I know why I'm still bothering to watch these, but I'm not quite sure why they are still bothering to make them.
As has become a disturbing trend this season, The Crimson Horror bats a stale average, without offering anything original to recommend itself.
Victorian England again, Strax again, Silurian woman again, Jenny again, no advance on the Clara mystery again, zombies again, big machine at the end again, Doctor being lowered towards a vat of acid ag… oh, right, that's new. Well, new for Doctor Who anyway, but hardly for the genre.
Cowering away in the fresh corner is a millions of years old leech that has evolved into an intelligent squirrel-sized parasite bent on taking over the world. Although that might sound original, it's not explored here at all (eg. where are all its brothers and sisters). At the climax, everything boils down to the Doctor and Clara having to overpower a lady of retirement age. A villain who is so together that she uses her gun to take a hostage sooner than just shoot her challengers. A fair comparison might be asking why a viewer with a television set might use it to watch this episode, rather than an old one that does hold together.
Other glossed over moments in the script include Jenny's leap of deduction that the Doctor's friend 'Clara' will be the same Clara who Jenny has already witnessed dying then. Huh? Wouldn't she naturally assume 'Clara' to be someone else with the same Christian name, precisely because 'her' Clara is dead? After all, the Doctor has met plenty of other people called Jenny.
Then at the end Clara goes back home (still no idea why) to find a bunch of photos of herself on her time-travels on her computer, apparently found on the net by the kids who she looks after. Again - huh? How? Why? These kids really shouldn't have been searching for those pictures today of all days without any motivation to. Those pictures really shouldn't have been findable by these kids. Those pictures, being old, are unlikely to even be on the internet. In fact, the photos really shouldn't exist in the first place since they were never taken, or we should have seen them being taken during the course of those episodes. Impossible girl? Well yes, but apparently not for the reason she's supposed to be.
Further photographic faux pas are included in a flashback sequence in the middle, which for unknown reasons has been edited to try to look like an old movie, specifically the sort that didn't exist until many years after this episode is set. (ie. widescreen, in colour, with sound) I have never understood why TV and movie people - who you would expect to relish shooting in another film style - are absolutely never able to get these things right, and sure enough the usual ignorance is trotted out here. There's a constant amount of dirt on the print all the way through instead of increasing at the start and end of the reel. The frame is deliberately misaligned, but impossibly with the top of a different image at the bottom of the frame. (see image above) Well, maybe that's because we have it in the wrong aspect ratio...
And, sorry to say, but the whole episode marks a return to a noisy soundtrack, with barely a moment free of music, so I can never watch this one again.
I did like the idea of the Doctor being unable to speak. Matt Smith remains an actor who usually chooses to merely get away with playing the Doctor, rather than making the effort to really embody him, and it's a real shame that he didn't get the chance to solve this whole mystery mute. Now that would have been cool. Clara still has nothing to do, which I still prefer to yet another companion who we're constantly being told to think is clever.
But like I said at the start, The Crimson Horror merely bats a straight average. It just offers nothing above average. Which after the gutter of the Ecclestone / Tennant years, still remains such a relief.
Good thing too, or I might hate this horror.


What is needed: Could you tally the lines of the entries that carry the string "diagram"? Reply with the number and nothing more.

Input:
==============================
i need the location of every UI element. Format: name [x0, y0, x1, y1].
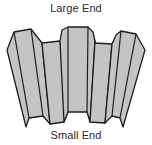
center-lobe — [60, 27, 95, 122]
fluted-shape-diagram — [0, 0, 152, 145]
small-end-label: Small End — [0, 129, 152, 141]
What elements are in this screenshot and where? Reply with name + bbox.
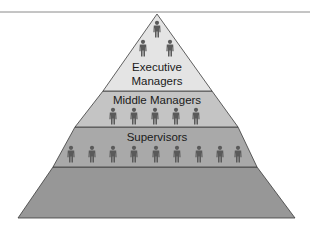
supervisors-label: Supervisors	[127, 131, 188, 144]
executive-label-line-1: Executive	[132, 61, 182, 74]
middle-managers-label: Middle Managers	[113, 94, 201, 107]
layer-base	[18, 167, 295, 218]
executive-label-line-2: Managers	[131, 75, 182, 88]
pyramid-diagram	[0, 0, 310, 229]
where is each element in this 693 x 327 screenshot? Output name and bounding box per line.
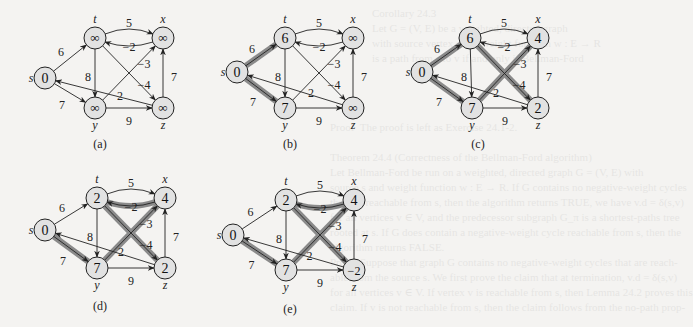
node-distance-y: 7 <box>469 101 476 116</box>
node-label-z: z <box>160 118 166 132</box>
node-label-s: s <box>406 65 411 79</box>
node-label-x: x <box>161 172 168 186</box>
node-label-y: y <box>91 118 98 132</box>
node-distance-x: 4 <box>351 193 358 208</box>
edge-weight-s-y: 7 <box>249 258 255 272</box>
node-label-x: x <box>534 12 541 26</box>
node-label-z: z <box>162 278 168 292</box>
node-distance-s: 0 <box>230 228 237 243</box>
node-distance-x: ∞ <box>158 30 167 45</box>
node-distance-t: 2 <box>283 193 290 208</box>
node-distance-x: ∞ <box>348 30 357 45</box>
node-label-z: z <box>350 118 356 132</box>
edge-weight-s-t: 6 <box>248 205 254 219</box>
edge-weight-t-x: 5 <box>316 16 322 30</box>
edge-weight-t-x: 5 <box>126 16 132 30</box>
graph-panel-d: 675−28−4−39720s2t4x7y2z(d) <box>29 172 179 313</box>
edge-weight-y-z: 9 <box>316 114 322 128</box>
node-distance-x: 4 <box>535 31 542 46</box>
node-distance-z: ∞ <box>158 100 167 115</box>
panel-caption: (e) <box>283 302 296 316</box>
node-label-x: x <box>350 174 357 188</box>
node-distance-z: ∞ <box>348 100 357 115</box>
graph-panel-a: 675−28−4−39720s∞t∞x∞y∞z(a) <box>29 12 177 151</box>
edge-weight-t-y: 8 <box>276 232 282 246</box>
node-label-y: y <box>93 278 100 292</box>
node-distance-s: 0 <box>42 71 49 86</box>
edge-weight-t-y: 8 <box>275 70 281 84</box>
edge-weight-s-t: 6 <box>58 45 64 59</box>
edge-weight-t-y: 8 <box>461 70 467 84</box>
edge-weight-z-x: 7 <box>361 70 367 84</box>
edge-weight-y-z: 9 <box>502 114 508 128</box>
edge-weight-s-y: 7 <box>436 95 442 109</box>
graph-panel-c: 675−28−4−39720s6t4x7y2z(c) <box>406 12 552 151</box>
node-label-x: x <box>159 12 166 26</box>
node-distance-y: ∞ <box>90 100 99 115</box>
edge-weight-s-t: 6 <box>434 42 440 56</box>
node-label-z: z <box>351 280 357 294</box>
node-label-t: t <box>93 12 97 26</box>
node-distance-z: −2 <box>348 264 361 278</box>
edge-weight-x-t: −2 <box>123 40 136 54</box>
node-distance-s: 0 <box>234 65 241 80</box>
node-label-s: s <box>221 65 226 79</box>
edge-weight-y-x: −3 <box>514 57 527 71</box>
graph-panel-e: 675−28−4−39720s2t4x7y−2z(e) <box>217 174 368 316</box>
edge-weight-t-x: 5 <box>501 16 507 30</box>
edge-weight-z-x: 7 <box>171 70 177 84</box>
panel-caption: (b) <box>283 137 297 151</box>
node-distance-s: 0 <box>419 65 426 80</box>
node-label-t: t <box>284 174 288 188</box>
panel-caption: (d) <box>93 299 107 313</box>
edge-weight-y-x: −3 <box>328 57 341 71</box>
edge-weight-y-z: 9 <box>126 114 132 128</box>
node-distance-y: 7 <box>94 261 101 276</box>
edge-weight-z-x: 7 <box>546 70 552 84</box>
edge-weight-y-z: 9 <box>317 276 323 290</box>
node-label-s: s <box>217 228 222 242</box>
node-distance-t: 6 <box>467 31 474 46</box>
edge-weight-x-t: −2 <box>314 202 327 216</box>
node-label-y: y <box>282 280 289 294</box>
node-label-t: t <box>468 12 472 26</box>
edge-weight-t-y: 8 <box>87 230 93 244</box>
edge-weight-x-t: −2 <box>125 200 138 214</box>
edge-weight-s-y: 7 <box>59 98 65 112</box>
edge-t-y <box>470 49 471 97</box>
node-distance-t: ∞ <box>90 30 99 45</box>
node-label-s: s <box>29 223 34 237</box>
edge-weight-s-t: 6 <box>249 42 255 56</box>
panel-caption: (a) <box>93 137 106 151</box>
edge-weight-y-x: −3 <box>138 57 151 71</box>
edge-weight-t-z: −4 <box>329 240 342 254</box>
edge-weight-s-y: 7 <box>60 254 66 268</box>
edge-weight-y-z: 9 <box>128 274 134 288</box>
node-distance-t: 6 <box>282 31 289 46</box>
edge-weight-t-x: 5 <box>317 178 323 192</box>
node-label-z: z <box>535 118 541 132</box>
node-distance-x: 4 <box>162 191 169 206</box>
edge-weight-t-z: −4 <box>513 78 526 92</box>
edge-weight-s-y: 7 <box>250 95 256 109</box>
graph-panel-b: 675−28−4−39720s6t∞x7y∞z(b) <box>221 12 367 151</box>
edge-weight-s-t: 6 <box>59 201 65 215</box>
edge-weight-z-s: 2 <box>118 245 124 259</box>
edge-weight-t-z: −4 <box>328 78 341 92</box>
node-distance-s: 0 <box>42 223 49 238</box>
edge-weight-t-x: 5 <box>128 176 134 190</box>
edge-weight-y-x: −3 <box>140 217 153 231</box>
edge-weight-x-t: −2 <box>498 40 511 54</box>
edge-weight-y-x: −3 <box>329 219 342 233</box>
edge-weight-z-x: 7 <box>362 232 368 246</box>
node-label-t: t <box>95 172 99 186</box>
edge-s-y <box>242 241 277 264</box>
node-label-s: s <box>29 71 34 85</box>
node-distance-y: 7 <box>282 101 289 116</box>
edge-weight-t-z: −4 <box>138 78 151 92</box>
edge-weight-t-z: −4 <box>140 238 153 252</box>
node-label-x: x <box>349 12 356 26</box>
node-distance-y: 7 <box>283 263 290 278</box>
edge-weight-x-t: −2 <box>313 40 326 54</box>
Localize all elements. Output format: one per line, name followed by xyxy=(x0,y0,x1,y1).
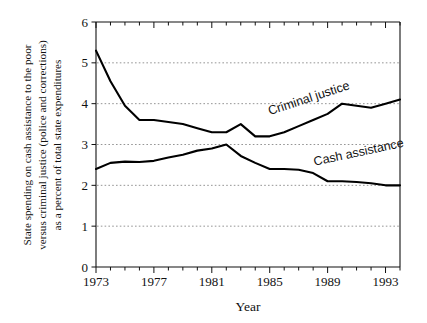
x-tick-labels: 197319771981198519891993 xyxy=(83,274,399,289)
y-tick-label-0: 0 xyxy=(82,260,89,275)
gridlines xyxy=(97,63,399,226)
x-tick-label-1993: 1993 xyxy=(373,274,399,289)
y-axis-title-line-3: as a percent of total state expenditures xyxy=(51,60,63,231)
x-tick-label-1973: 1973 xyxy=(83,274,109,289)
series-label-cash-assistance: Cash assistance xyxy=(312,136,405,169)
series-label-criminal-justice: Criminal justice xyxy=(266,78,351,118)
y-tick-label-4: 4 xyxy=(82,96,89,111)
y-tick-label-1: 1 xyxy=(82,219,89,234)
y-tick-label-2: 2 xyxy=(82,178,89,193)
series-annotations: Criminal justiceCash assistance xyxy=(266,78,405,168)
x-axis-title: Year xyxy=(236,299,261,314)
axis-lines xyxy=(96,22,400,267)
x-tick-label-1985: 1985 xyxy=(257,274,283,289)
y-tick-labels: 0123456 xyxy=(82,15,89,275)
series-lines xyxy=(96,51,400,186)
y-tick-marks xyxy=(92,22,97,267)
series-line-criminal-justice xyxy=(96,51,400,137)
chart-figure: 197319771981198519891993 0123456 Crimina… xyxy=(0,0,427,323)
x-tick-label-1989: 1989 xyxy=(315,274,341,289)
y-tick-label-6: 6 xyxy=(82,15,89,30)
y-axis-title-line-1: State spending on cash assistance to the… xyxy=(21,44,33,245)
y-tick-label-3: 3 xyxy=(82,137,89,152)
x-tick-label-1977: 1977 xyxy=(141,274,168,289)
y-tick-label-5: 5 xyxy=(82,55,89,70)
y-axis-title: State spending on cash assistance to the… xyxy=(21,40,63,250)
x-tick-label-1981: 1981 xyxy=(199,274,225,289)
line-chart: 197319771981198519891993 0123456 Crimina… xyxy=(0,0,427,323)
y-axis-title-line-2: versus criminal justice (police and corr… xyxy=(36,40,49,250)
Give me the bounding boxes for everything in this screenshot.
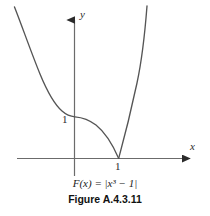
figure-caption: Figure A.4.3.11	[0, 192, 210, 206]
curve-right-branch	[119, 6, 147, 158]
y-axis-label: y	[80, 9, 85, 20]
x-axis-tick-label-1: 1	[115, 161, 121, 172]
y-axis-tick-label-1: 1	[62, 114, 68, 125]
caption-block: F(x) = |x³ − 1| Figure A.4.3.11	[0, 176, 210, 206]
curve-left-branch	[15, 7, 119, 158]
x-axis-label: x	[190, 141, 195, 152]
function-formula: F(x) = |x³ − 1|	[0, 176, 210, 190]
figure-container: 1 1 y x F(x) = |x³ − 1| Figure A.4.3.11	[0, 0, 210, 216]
==============================
Answer section: 2